The Biden administration has done all of those things despite mounting evidence of the climate emergency's worsening toll and ample warnings from scientists about the incompatibility of expanding fossil fuels and preserving a livable planet. United Nations Secretary-General António Guterres recently told Biden and other wealthy country officials in no uncertain terms that their current climate policies amount to a civilizational "death sentence."
People vs. Fossil Fuels has argued that the president "can reclaim his climate legacy by stopping all new fossil fuel projects."
Thursday's rally outside the White House marks the beginning of what the coalition called "a stampede of distributed actions across the country" from June 8-11.
Participants have four main demands for Biden:
As another alliance of progressive advocacy groups has explained: "The president has a long list of actions that he could take or instruct his agencies to take, ranging from stopping fossil fuel infrastructure approvals to instructing the [U.S. Environmental Protection Agency] to issue a stringent pollution prevention rule for the oil and gas sector. Declaring a climate emergency under the National Emergencies Act would unlock additional statutory powers, including the ability to halt crude oil exports and directing funds to build resilient, distributed renewable energy."
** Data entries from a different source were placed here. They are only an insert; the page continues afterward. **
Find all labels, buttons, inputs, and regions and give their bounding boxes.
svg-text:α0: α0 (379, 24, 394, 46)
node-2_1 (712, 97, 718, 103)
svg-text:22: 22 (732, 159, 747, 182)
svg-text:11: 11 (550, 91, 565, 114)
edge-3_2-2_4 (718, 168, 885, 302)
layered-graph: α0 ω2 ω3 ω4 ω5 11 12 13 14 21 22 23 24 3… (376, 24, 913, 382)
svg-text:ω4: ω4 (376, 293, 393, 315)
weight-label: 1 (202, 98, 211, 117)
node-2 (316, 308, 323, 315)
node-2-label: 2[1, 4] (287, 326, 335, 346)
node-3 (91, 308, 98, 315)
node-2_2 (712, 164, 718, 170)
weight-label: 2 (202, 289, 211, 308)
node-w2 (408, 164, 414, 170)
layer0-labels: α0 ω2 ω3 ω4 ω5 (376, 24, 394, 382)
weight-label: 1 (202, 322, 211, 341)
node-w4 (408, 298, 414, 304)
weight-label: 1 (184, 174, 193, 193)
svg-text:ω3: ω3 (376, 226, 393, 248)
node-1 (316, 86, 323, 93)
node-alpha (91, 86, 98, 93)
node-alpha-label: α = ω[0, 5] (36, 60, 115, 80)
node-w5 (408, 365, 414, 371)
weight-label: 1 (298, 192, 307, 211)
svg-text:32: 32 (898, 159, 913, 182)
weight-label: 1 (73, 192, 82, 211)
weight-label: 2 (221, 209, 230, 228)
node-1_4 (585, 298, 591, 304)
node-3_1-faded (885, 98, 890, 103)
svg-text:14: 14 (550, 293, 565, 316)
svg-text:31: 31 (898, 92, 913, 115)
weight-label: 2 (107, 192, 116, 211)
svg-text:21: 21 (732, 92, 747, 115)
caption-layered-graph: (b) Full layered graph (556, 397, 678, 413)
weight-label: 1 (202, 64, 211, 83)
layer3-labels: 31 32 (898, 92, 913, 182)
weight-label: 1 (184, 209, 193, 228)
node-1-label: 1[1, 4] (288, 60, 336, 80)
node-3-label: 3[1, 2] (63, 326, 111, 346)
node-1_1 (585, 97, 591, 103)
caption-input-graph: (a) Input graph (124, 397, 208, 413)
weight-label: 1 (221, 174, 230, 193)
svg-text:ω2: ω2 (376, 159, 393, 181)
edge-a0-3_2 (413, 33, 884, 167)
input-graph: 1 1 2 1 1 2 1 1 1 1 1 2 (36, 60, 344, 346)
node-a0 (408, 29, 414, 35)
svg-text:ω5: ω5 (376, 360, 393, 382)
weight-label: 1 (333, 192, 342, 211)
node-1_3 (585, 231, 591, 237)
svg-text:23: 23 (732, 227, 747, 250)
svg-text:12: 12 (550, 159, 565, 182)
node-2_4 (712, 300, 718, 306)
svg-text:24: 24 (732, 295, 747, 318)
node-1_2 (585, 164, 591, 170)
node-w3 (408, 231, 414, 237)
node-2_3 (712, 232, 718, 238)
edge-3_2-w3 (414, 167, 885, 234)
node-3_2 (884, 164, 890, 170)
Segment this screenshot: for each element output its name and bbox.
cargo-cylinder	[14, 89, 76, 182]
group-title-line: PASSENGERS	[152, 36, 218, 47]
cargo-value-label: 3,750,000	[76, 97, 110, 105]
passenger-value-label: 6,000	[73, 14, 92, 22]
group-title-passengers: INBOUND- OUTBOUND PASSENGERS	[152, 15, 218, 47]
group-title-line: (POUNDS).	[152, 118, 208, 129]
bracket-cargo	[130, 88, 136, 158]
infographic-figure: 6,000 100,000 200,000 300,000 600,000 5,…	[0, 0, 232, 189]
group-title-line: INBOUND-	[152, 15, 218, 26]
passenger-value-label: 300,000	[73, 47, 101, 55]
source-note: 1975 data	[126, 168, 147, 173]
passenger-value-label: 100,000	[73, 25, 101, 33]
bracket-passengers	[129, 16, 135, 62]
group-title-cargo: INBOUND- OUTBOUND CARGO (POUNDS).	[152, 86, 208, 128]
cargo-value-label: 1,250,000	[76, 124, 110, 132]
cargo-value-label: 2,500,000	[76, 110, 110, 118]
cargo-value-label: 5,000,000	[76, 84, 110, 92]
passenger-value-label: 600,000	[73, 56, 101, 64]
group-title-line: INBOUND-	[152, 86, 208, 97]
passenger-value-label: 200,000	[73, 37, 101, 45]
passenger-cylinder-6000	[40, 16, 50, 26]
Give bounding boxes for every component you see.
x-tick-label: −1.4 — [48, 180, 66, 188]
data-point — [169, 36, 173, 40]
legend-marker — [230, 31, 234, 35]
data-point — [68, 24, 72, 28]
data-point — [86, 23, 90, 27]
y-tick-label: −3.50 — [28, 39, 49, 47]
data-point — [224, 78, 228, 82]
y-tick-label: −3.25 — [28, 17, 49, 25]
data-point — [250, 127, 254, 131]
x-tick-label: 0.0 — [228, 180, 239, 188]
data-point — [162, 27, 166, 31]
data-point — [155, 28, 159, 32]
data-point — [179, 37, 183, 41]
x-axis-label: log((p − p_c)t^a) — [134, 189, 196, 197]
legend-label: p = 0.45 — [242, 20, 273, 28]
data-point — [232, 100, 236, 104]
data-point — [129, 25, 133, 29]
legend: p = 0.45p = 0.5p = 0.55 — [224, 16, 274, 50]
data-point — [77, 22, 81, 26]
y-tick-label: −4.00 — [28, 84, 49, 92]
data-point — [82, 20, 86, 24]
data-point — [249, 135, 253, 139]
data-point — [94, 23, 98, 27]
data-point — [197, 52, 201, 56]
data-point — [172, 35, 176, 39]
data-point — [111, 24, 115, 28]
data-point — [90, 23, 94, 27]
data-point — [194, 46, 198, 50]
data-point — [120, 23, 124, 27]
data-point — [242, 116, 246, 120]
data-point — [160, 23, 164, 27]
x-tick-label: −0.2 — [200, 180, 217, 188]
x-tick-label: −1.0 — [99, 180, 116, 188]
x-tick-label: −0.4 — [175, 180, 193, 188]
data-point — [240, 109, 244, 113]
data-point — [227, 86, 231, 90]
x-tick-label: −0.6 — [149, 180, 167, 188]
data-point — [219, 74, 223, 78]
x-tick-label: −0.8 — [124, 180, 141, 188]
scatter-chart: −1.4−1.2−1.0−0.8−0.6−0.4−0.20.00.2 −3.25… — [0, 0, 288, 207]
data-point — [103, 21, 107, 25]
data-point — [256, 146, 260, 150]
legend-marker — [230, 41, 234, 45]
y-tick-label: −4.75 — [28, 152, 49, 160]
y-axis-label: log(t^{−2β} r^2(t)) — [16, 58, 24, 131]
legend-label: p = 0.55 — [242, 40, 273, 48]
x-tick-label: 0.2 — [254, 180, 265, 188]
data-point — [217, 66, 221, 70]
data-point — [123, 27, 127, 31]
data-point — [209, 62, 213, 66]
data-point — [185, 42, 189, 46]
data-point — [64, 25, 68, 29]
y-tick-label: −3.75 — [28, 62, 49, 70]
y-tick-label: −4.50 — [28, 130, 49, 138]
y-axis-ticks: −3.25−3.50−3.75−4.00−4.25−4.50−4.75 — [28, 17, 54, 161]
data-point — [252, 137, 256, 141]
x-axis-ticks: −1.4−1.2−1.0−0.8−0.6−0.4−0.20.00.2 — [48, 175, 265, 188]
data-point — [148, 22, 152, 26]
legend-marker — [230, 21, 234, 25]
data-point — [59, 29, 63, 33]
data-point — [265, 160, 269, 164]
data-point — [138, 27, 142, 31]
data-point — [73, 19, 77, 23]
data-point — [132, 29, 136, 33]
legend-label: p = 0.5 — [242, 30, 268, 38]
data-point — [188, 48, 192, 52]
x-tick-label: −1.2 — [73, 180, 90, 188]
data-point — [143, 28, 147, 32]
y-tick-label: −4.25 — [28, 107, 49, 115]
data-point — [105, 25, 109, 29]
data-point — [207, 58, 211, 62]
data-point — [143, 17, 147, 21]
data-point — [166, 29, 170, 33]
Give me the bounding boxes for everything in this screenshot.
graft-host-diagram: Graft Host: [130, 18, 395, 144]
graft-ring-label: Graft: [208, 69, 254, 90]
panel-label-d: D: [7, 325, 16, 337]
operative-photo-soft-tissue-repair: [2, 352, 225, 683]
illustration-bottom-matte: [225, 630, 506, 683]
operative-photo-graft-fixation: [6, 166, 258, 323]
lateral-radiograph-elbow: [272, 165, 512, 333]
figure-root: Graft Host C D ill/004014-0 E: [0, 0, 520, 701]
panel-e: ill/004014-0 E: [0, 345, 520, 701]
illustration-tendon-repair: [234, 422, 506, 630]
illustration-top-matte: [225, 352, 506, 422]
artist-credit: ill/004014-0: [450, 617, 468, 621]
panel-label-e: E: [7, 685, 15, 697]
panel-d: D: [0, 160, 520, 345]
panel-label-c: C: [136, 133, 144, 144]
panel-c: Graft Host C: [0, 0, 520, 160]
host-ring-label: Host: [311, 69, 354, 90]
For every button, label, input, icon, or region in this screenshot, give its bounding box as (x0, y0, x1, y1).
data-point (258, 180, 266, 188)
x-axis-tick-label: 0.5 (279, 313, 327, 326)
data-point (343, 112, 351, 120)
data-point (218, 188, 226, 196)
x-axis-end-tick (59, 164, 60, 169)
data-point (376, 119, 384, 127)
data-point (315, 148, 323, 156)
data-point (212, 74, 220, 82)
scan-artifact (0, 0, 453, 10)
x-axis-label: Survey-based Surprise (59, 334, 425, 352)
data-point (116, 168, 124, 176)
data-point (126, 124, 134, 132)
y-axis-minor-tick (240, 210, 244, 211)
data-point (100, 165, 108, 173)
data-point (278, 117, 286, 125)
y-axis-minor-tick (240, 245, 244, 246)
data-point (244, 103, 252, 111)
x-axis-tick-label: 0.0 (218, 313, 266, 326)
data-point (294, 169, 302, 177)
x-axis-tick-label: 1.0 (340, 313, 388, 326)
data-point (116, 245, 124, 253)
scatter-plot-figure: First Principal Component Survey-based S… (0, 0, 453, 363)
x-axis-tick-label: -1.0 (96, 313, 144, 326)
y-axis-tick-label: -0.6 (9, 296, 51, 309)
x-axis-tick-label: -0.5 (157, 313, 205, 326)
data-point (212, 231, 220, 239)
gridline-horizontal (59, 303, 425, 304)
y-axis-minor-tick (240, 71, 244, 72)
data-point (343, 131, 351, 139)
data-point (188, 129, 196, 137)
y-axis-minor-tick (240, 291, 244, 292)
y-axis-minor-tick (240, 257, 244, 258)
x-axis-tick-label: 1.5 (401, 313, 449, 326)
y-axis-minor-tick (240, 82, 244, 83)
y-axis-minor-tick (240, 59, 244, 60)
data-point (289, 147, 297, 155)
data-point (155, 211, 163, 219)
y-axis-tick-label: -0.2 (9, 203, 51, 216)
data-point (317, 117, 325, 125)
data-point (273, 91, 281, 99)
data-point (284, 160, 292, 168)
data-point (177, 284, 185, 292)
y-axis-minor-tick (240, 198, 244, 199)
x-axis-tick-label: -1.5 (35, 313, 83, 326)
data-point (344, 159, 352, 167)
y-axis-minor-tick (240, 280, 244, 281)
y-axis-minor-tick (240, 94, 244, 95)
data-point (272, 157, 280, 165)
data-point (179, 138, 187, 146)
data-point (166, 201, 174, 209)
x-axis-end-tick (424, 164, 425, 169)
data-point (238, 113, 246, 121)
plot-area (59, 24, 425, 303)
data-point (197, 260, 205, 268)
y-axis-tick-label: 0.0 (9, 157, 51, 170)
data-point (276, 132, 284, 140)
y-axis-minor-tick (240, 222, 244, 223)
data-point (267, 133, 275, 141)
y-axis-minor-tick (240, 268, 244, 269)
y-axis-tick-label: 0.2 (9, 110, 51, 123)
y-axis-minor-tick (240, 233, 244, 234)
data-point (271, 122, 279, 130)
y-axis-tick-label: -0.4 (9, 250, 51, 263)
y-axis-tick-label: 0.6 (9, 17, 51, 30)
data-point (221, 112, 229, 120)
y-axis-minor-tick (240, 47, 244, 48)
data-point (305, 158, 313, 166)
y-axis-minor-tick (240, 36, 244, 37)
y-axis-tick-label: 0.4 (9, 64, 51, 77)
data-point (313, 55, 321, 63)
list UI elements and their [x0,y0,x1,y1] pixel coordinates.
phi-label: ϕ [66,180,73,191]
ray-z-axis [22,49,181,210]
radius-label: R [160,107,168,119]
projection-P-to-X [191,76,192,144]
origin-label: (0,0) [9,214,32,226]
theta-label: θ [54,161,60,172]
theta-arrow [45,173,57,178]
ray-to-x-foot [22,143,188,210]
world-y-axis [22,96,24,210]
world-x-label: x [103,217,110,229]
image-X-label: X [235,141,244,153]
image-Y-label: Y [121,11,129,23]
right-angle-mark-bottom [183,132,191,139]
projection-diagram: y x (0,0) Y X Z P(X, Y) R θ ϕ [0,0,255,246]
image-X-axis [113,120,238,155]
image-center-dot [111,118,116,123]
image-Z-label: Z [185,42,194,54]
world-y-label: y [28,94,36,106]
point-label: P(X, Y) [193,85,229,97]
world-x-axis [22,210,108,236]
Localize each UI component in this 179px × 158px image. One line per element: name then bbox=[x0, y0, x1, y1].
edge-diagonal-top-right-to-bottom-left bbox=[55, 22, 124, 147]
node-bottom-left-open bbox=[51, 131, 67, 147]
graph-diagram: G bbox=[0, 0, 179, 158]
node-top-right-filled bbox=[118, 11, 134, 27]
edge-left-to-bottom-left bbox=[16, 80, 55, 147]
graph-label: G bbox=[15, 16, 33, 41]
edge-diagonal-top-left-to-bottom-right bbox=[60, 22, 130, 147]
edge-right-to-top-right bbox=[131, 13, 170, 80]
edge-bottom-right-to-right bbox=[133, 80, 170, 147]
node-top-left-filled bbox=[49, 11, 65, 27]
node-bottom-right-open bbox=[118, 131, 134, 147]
In a statement this week, Zero Hour organizing director Magnolia Mead said that "young people are angry and fed up with watching President Biden cave to the fossil fuel industry time and time again."
"We need an immediate transition to renewable energy to slow the climate crisis, and that's impossible while our president is still approving massive fossil fuel expansion," said Mead. "If President Biden cares at all for future generations and frontline communities, he must choose to end the era of fossil fuels."